Innovation economy and labour market: conference in Moscow

Moscow, 15 September 2011

“The Russian Federation got out of the crisis and we expect the economic growth rates next year to be no lower than those this year,” Russian Deputy Health and Social Development Minister Maxim Topilin said in his opening remarks to the conference on Employment and Labour Market Strategies in Russia in the Context of Innovation Economy. The conference took place in Moscow on September 15 and was organized by the Russian Health and Social Development Ministry and the International Labour Organization.

However, certain risks in the labour sector pertain. Thus, according to the forecasts, in 10 years the number of the country’s labour resources will shrink, therefore it is necessary to maximally engage all existing resources and take further efforts to provide assistance with employing different categories of citizens.

In this respect Topilin especially pointed to the new comprehensive programme Accessible Environment that for the first time applies a comprehensive approach targeted at the creation of jobs for disabled persons instead of using a quota system for this category of workers.

“After the economic downturn Russia has been witnessing a recovery,” said Jose Manuel Salazar-Xirinachs, ILO Executive Director (Employment Sector). “However, despite positive trends the country registers the decent work deficit, the employment growth is created though low-quality jobs, the number of atypical labour contracts is on the rise and wide regional disparities remain.”

The ILO welcomed the development of a draft state employment programme for 2011-2015. Following the programme’s development the ILO recommended Russian partners to further focus on the industry-oriented approach and the industrial development policy, to actively implement the anti-crisis programme for single-industry cities, to support businesses, especially small and medium-sized enterprises, to strengthen the role of social partners and to further promote gender equality.

The Executive Vice-President of the Russian Union of Industrialists and Entrepreneurs, Fyodor Prokopov, named the slow pace of new jobs creation and the growth of informal employment as the main problems for Russia’s labour market. The economic growth without jobs creation is a serious risk factor, he said.

“The state employment policy should be targeted not only on the creation of jobs for those unemployed,” the chairman of the Federation of Independent Trade Unions of Russia, Mikhail Shmakov, said. “The employment policy should comply with the country’s announced transition to innovative development. First of all, this concerns the improvement of the workforce potential and effectiveness of tapping it. We need effective and innovative jobs.”

The conference continued its work in several sections. Delegates discussed the issues of coordinating the employment policy and the tasks for ensuring economic growth; the role of internal and external migration on the labour market; human resources competitiveness in the innovation economy; and employment assistance measures for citizens facing difficulties on the labour market.

The Moscow meeting was an important step in the preparation for an international high-level conference in Russia next autumn focusing on the implementation of the ILO’s Decent Work Agenda. Russian Prime Minister Vladimir Putin offered to host this forum in his address to the 100th session of the International Labour Conference in Geneva last June.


Description of the task =>
Count the lines below that hold the string "patients". Give only that number.
Start of Block
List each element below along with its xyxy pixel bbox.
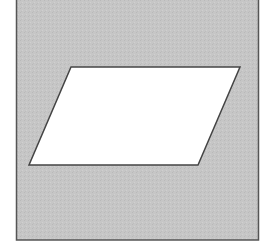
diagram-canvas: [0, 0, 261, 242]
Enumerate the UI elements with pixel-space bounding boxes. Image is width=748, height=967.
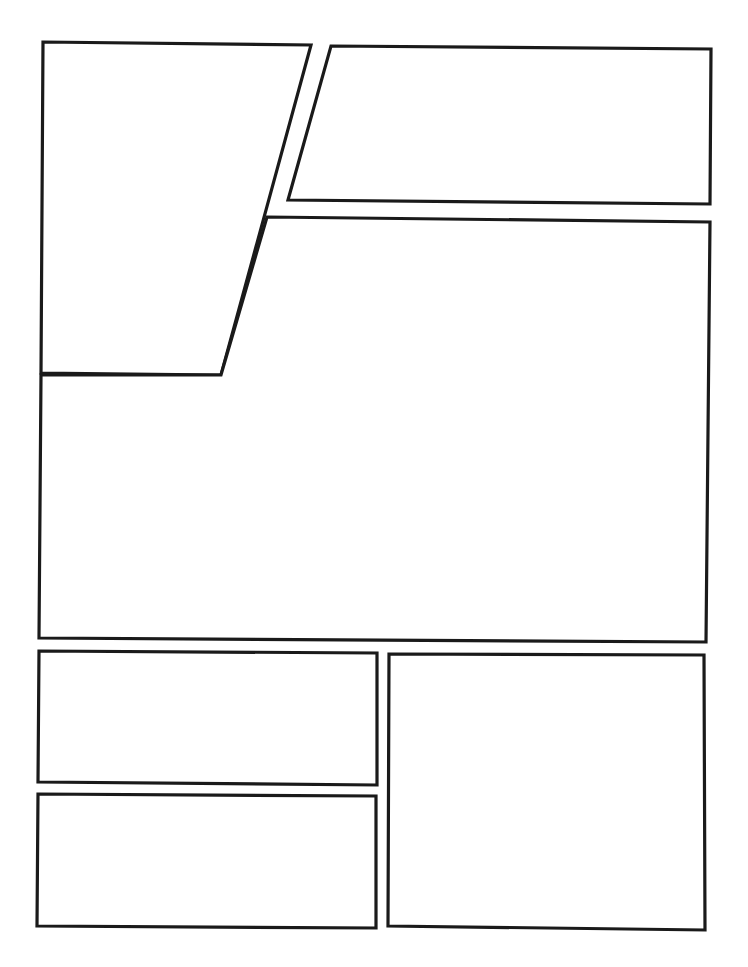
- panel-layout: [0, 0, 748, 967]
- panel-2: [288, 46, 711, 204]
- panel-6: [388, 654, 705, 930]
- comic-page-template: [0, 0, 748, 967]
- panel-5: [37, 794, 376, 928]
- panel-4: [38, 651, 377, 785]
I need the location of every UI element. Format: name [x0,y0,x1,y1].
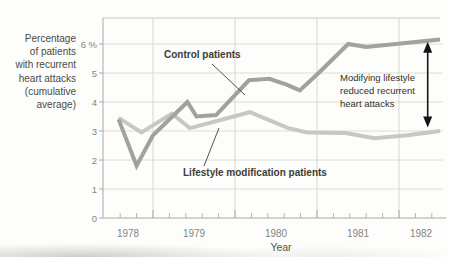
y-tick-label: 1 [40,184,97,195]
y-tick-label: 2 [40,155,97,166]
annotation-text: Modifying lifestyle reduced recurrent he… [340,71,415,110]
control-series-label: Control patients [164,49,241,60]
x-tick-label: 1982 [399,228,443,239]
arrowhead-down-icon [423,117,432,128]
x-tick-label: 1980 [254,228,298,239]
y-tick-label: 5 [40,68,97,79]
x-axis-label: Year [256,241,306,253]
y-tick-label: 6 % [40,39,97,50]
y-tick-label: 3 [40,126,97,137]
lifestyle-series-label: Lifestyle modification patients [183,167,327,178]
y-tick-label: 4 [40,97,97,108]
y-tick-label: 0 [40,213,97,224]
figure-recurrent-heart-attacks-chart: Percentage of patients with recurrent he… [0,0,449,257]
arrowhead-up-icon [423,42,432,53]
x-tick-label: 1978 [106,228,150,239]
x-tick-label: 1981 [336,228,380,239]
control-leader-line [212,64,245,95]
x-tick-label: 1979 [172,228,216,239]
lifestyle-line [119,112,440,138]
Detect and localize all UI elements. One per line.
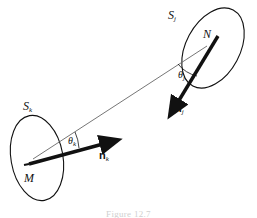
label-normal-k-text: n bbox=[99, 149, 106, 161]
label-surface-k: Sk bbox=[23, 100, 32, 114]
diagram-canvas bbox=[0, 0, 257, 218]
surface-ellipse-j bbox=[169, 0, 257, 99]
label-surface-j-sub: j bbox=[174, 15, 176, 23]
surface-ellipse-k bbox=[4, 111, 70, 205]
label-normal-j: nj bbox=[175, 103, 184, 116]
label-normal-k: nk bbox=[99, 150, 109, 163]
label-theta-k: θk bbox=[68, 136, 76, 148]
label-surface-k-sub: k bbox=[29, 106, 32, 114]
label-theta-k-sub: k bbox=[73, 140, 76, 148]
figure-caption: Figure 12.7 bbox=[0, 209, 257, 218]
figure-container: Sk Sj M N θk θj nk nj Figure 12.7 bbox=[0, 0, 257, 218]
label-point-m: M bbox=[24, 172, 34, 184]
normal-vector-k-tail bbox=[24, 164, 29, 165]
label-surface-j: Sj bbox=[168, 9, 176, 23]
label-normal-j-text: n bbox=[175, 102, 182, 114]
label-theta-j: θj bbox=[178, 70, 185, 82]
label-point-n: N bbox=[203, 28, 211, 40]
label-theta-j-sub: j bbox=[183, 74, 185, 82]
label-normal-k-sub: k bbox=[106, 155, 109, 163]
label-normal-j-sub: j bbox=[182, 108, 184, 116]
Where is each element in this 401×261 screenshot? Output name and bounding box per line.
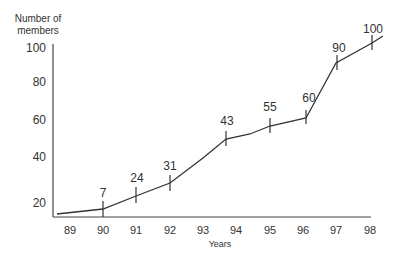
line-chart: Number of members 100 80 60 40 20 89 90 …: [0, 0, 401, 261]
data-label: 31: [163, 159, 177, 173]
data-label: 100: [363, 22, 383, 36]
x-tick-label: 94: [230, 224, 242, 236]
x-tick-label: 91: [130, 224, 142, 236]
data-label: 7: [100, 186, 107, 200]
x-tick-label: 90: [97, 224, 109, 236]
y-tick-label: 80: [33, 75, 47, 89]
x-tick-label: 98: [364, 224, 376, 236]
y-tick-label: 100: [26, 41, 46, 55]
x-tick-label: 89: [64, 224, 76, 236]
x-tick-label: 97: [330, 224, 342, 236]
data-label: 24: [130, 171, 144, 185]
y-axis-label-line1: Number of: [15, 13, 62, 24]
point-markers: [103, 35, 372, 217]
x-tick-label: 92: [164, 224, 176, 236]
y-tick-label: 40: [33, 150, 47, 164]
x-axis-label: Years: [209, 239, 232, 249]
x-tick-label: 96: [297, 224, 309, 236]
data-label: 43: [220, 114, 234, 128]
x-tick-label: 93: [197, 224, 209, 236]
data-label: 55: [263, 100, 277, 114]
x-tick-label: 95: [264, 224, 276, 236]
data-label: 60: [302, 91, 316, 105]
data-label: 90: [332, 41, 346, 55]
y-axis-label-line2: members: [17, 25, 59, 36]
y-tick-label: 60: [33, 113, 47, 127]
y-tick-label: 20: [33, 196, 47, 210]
End of Block
Start of Block
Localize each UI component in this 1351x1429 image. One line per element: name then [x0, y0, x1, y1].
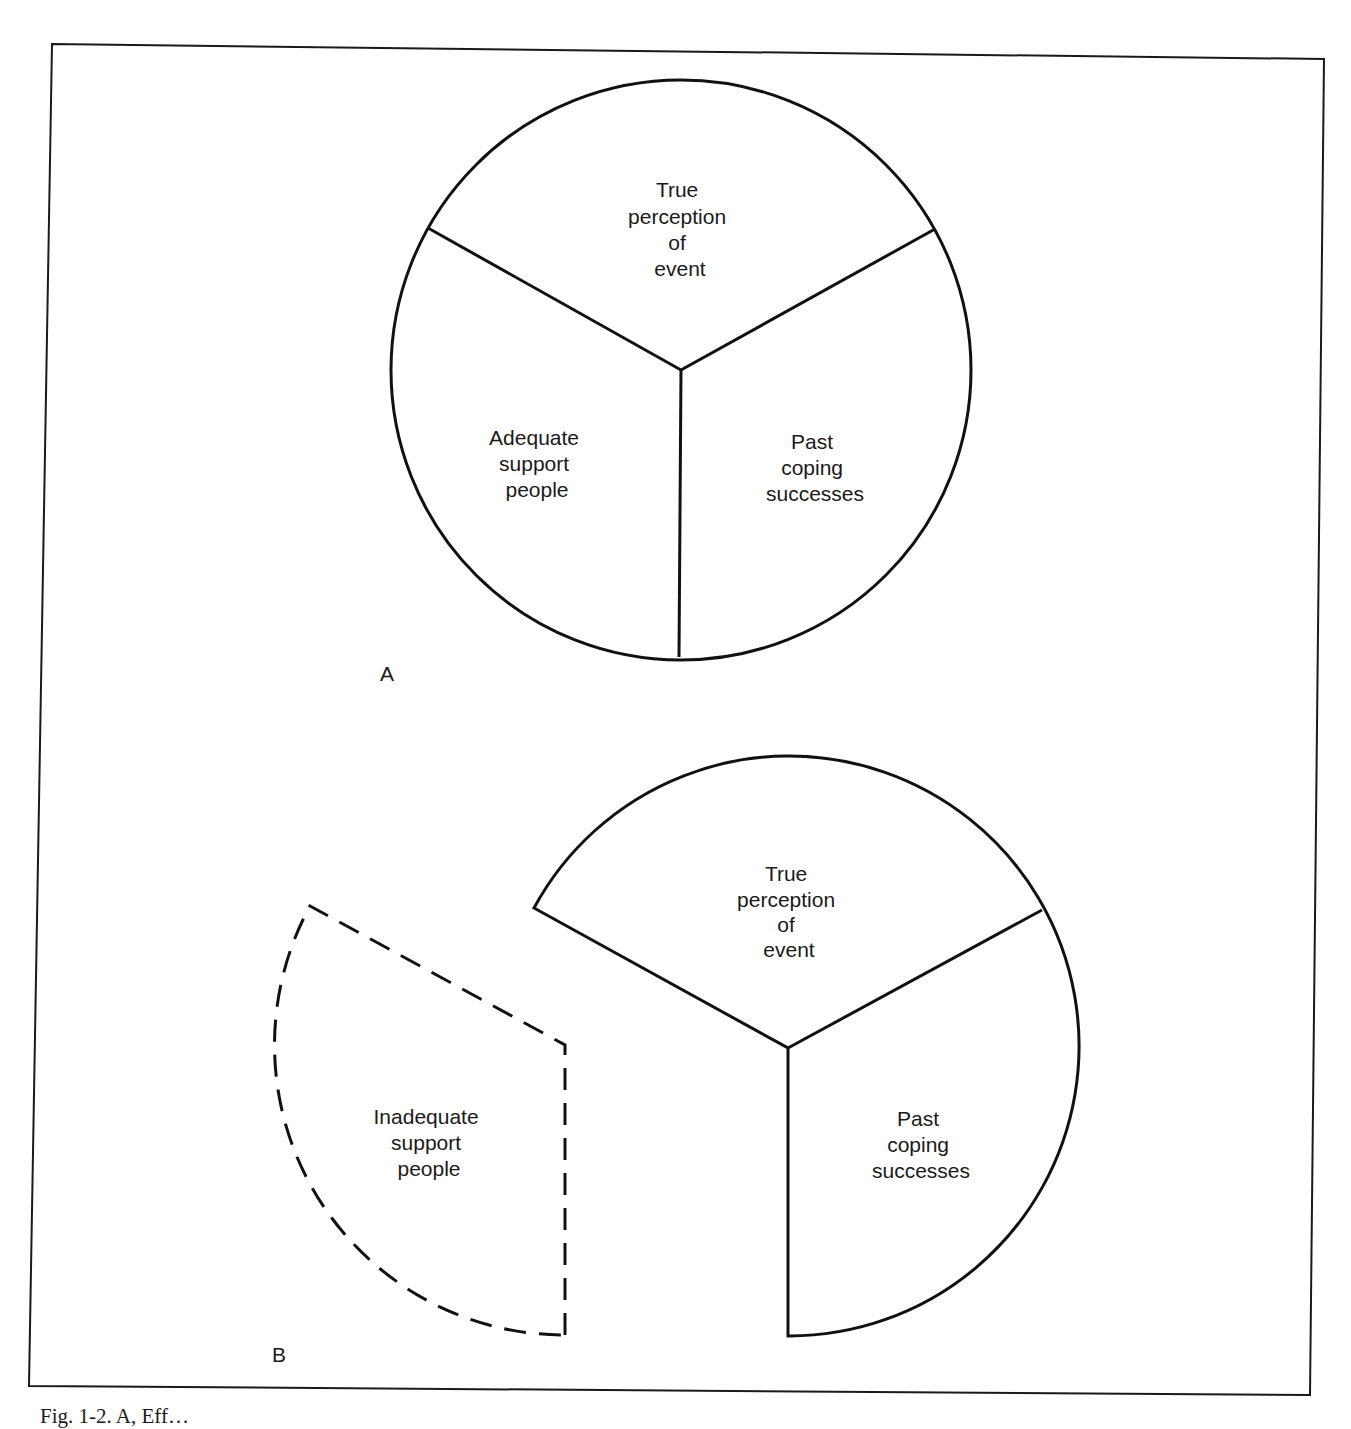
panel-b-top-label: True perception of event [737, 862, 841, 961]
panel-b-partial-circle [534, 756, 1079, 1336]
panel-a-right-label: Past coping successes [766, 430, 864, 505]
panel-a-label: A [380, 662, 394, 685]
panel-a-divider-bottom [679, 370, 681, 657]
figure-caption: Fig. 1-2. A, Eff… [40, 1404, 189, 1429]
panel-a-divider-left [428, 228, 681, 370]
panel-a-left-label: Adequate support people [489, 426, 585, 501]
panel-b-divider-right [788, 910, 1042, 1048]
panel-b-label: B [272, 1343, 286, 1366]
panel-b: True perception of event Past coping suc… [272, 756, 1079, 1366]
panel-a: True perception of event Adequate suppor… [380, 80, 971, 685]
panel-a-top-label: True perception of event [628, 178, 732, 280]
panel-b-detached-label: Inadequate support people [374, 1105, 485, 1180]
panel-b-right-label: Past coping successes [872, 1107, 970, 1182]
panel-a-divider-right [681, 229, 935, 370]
End of Block
Answer box =>
3